Renã A. S. Robinson, associate professor of chemistry

Research Focus: Proteomics & Alzheimer’s Disease

Professor Robinson researches the role that peripheral organs—such as the heart, liver and kidneys—play in Alzheimer’s. Her lab looks for changes in the proteins that these organs produce that are carried to the brain and might trigger the disease, demonstrating its systemwide complexity, and her lab studies the role of lipid-related proteins in Alzheimer’s and their contribution to health disparities in the disease.

These areas require high-throughput analytical methodology and Robinson and her lab specialize in developing novel proteomics approaches involving mass spectrometry that are useful for analyzing complex biological tissues.


Seth Smith, associate professor of radiology and radiological sciences

Research Focus: Translational Magnetic Resonance Imaging

Professor Smith’s research is focused on translation of advanced, quantitative MRI methods into human diseases such as Multiple Sclerosis and Optic Neuropathies focusing on quantitative assessment of the spinal cord and optic nerves at both high and low field strengths. Specifically, Smith is focused on ultra-high field (7T) CEST, Diffusion (conventional diffusion tensor and advanced diffusion weighted MRI), Magnetization Transfer, and quantiative T2.

Since 2010, he has served as Director of the Center for Human Imaging at Vanderbilt University Institute of Imaging Science.


Sonya Sterba, associate professor of psychology and human development

Research Focus: Quantitative Psychology

Professor Sterba’s research topics include latent variable models for longitudinal and cross-sectional data, mixture models, and multilevel models, with a focus on advancing developmental psychopathology research. She focuses on methodological issues that commonly arise in psychology applications — particularly in the context of developmental psychopathology research.

Her research involves developing methods to handle alternative kinds of missing data when fitting mixture models, studying how mixtures can be used to recover interactive relationships, and disseminating pedagogical information about mixtures to clarify how they can be interpreted in practice.


Tiffiny Tung, associate professor of anthropology

Research Focus: Anthropological Bioarchaeology

Professor Tung examines mummies and skeletons from archaeological contexts to evaluate the health and disease status of ancient populations from the Peruvian Andes. Her primary research focuses on the ‘bioarchaeology of imperialism’, which includes the study of paleopathology and violence-related trauma to elucidate the impact of imperialism on community health and lifeways and individual life histories. Her ongoing research in the Peruvian Andes examines how Wari imperial structures (AD 600 – 1000) affected, and were affected by, heartland and hinterland communities, documenting such things as diet and disease, migration patterns, body modification practices, rates of violence, and specific kinds of culturally mediated violence.

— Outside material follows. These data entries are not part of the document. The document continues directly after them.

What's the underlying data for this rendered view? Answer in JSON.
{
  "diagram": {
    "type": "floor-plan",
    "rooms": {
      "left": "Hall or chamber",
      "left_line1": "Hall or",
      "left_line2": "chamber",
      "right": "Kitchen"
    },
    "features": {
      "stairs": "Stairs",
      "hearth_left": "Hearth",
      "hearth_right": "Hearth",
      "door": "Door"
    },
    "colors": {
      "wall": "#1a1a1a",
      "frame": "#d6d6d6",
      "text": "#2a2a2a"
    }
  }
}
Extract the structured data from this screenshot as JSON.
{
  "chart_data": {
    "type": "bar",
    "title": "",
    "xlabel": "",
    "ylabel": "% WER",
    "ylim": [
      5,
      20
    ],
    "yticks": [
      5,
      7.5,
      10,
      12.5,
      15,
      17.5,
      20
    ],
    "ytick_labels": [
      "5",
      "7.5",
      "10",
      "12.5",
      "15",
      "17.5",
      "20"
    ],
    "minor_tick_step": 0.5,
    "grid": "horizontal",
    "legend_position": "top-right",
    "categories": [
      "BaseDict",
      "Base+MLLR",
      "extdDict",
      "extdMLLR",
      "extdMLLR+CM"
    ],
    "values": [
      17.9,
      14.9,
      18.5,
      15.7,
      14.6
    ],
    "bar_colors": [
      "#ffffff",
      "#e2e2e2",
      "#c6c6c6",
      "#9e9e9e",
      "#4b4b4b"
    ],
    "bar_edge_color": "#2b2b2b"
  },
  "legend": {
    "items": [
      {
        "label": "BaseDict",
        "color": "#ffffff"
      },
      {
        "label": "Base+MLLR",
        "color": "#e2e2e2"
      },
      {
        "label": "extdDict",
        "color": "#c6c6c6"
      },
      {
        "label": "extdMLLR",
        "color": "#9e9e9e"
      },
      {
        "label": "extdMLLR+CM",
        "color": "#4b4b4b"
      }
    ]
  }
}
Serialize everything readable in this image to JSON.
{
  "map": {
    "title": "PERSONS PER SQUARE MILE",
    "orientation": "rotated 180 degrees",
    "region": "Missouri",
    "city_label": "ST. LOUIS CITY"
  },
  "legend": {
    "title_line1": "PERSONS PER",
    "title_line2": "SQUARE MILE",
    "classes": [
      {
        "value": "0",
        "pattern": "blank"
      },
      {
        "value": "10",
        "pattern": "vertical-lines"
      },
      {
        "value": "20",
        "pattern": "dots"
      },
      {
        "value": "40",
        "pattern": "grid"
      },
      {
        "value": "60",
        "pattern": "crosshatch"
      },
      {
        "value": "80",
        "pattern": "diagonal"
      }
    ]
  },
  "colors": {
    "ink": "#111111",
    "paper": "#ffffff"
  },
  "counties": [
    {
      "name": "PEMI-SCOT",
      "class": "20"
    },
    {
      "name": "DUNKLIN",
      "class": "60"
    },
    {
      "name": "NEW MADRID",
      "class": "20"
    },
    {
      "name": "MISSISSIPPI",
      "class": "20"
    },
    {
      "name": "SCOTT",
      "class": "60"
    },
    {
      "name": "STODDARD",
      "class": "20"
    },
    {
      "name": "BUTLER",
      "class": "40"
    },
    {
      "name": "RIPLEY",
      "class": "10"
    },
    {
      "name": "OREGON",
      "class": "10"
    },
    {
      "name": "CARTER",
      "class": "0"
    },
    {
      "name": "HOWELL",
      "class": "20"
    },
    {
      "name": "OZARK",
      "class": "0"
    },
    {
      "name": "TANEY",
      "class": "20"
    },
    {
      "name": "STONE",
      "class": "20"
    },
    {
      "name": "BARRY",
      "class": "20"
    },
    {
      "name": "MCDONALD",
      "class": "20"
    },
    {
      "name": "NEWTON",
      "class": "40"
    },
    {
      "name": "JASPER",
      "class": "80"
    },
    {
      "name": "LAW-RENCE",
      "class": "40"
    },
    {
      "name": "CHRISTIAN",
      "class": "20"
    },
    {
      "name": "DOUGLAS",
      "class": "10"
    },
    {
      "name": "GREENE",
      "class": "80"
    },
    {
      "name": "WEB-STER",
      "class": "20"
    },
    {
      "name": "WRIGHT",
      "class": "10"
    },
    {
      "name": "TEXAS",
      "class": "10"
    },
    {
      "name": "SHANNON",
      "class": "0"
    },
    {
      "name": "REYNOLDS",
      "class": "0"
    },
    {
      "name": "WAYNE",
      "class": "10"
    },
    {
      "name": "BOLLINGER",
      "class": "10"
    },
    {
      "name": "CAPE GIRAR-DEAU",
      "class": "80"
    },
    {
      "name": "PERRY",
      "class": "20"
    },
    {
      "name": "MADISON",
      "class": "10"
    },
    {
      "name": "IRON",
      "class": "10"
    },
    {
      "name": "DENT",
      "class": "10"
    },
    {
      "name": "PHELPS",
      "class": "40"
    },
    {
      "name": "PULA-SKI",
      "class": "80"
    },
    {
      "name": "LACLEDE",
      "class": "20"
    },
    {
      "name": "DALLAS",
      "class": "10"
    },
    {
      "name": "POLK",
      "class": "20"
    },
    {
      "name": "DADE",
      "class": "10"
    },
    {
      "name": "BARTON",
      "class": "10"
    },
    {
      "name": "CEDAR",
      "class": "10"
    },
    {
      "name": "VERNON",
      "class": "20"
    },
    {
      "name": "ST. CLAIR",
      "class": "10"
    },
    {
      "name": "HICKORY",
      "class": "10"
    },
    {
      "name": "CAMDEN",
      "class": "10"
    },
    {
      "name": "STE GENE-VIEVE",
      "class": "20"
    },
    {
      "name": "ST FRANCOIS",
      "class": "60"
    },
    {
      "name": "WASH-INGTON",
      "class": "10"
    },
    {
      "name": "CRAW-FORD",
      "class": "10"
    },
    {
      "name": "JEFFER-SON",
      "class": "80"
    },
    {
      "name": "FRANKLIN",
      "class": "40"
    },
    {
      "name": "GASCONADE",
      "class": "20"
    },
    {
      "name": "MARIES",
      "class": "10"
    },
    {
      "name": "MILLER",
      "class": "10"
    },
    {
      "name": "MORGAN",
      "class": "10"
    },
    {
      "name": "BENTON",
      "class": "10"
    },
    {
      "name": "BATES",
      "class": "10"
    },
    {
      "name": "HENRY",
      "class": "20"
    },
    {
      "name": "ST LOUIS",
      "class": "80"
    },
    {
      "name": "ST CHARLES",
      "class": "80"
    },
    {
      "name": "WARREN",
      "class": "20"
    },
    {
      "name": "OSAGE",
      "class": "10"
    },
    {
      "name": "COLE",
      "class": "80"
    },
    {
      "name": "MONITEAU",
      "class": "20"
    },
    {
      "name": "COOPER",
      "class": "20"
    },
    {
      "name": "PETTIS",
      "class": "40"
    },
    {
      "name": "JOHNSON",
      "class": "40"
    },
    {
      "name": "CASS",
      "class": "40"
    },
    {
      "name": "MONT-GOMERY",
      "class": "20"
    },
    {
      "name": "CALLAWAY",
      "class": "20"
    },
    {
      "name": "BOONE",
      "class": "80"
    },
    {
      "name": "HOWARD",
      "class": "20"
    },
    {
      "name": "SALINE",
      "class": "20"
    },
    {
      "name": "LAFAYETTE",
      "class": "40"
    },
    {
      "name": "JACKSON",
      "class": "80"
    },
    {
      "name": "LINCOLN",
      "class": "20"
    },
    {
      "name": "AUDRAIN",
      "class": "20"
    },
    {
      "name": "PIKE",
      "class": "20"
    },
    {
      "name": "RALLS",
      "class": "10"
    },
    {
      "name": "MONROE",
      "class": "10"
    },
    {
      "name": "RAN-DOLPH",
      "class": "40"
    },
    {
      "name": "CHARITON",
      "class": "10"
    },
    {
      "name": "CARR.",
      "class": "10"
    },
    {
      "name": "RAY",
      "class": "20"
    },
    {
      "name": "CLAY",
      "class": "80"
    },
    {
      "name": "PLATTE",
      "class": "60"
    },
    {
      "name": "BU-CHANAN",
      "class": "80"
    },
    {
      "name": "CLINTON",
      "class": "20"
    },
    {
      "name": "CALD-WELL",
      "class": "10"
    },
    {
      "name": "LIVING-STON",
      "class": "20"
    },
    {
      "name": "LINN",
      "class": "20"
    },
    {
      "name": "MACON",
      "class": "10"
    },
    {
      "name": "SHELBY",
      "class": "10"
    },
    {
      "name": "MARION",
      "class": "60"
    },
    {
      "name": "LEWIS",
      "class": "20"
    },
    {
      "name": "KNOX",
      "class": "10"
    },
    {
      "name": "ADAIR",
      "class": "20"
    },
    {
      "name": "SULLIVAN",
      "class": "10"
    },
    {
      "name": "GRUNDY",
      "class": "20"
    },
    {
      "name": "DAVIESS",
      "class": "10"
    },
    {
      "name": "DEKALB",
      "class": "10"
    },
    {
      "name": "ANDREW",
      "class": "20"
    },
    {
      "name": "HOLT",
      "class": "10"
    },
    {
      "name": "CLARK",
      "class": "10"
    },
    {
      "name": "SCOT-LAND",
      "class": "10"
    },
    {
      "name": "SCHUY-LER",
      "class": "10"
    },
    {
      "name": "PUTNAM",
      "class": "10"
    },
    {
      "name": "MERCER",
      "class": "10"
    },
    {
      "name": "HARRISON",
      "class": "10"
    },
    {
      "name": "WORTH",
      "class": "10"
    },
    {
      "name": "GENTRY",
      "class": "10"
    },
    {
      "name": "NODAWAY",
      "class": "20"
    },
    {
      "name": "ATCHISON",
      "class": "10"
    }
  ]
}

Geoffrey Woodman, associate professor of psychology

Research Focus: Cognitive Neuroscience

Professor Woodman’s research examines how mechanisms of visual attention and visual working memory influence how we interact with the world around us. Specifically, how the primate visual system performs figure-ground segregation, attentional deployment during the processing of complex scenes, temporary storage of information in visual working memory, and cognitive control during task performance. To study how brains perform these feats, Woodman’s Vanderbilt Cognitive Neuroscience Laboratory uses a variety of methods.
 
 
 


Jamey Young, associate professor of chemical and biomolecular engineering

Research Focus: Metabolic Engineering

Professor Young applies engineering, biochemistry, and molecular biology to quantitatively analyze and redirect cellular metabolism. In particular, the Young Lab uses an approach called metabolic flux analysis (MFA) to quantify the rates, or “fluxes”, of intracellular metabolic pathways in a variety of cell models of relevance to medicine and biotechnology. In addition to tool-oriented research aimed at Enhancing MFA Methodologies, Young and his lab are actively pursuing research in four specific application areas: Diabetes & Obesity, Cancer Metabolism, Cell Culture Engineering, and Photosynthesis Research.